Bad Tom grinned. ‘Now we fight!’ he said happily.

An hour later, the army was rolling across the bridge. Mag paled a little as the last three heavy wagons crossed, but the ice didn’t crack.

‘There they are,’ Gelfred said. It was entirely unnecessary, as Demetrius’s men did not have white wool cotes or horse blankets to hide them. They did have multiple horses, and they were moving fast along the valley floor below, raising a haze of fine snow as they went.

They had a baggage train with them – sixteen wagons and pack animals.

The Duke watched for as long as it took the sun to climb another finger, and then he belly-crawled back over the ridge and ran to his horse. A dozen Vardariotes were there, and Count Zac, and Ser Michael.

‘He’s a hot-head, yes?’ the Duke asked.

White-clad horsemen swept over the low ridge that the road was climbing and loosed arrows from carefully warmed bows into the front of the Despot’s fast-moving column. Three men went down, and their blood was like red smoke on the white snow.

An hour later, it happened again. This time six arrows went home. The enemy were all in white, with horse blankets and wool gowns that covered their weapons and armour. They were almost silent, and very hard to spot in the sunlight.

Demetrius took a nip of fortified wine and shook his head. The bright sun made it hard to see anything among the bare trees on the ridges. If he slowed down, he had no chance of winning the race to the crossings of the Meander. If he ignored these pin-pricks, he was going to lose men.

‘Sabres,’ he said aloud. ‘Listen, Hetaeroi. When they come again let them come in close, and then charge. Everyone at them. Take me a prisoner.’

His own Thrakians nodded soberly. The Eastern mercenaries grinned.

An hour passed, as if the enemy had heard his plan, and he grew angry. When he halted to let his men eat, a single bolt from a crossbow – launched from high above – killed a pack horse. All the men took cover at once, but there were no more bolts.

As they mounted after their hasty meal, silent arrows fell like sleet from the increasingly cloudy sky, and there was no enemy on which he could vent his rage.

He gritted his teeth and led his men forward, putting a vanguard party almost five hundred paces ahead and another as far behind the wagons.

Count Zac shook his head. ‘This is taking too long,’ he said. ‘Let’s just fall on him.’

The Duke grinned. ‘I’m enjoying myself, Zac. This is art. There’s no hurry – the wagon trains will roll today, and the army is at the Meander. All we have to do is keep Demetrius off the ford.’

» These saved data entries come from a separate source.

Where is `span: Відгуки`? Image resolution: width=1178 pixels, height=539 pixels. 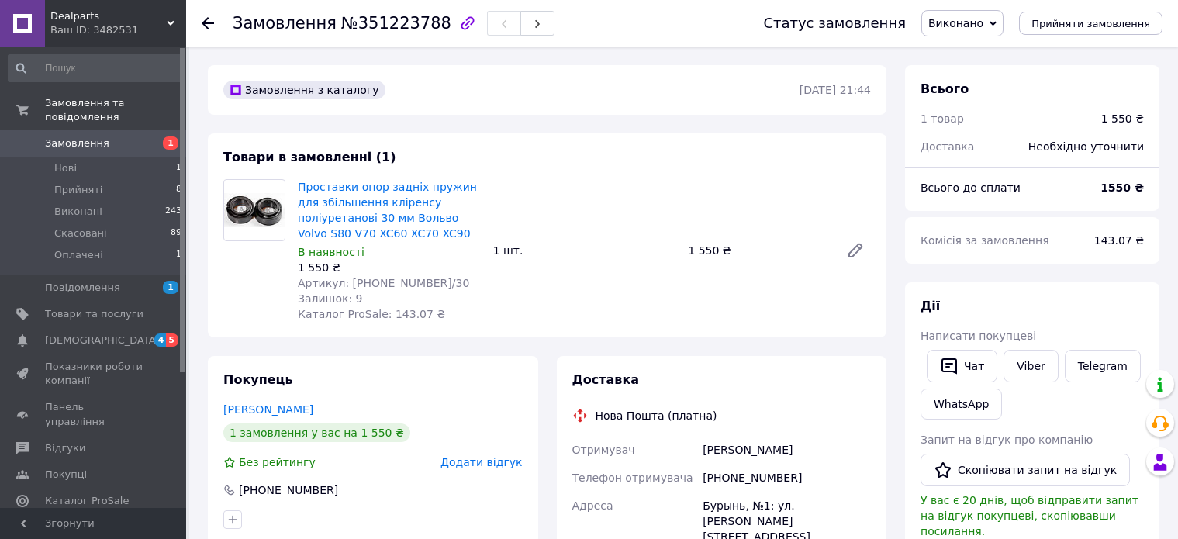
span: Відгуки is located at coordinates (65, 448).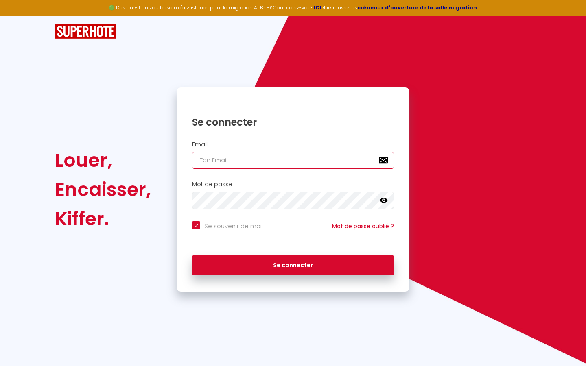 The image size is (586, 366). What do you see at coordinates (318, 7) in the screenshot?
I see `strong: ICI` at bounding box center [318, 7].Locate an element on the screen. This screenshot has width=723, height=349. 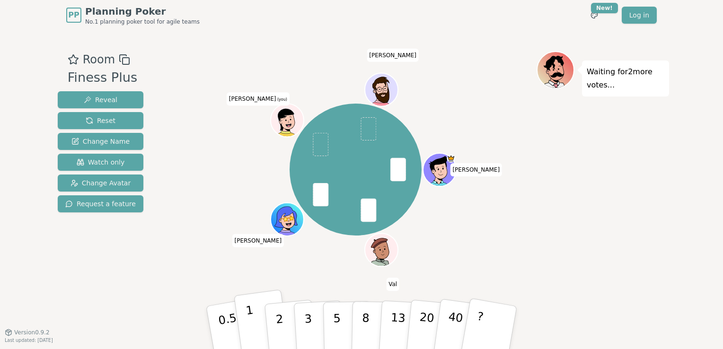
span: Watch only is located at coordinates (101, 162).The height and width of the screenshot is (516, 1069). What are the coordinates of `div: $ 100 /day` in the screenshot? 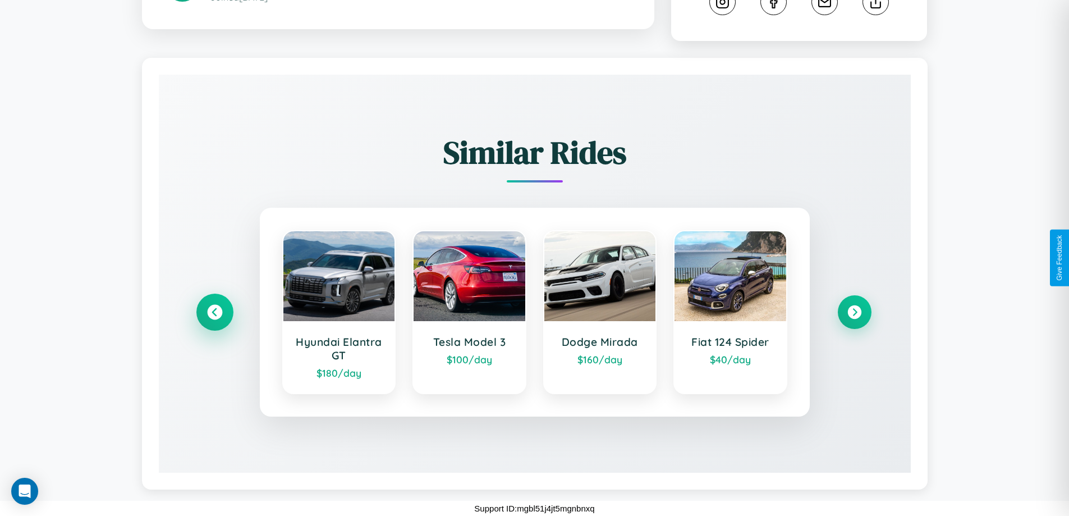 It's located at (469, 359).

‘Is waste,’ Zac said. ‘Waste of arrows. We have good ground and better horses.’

The Duke frowned. ‘But why lose anyone? You know as well as I that almost every wound in this weather is a kill.’

Zac shrugged. ‘But it’s boring?’

The sun was starting its long slide to a bitterly cold darkness when the valley narrowed. Demetrius could feel the ambush coming, and he loosened the long, curved blade under his left thigh. His Easterners had kept their bows under their saddle blankets for a league.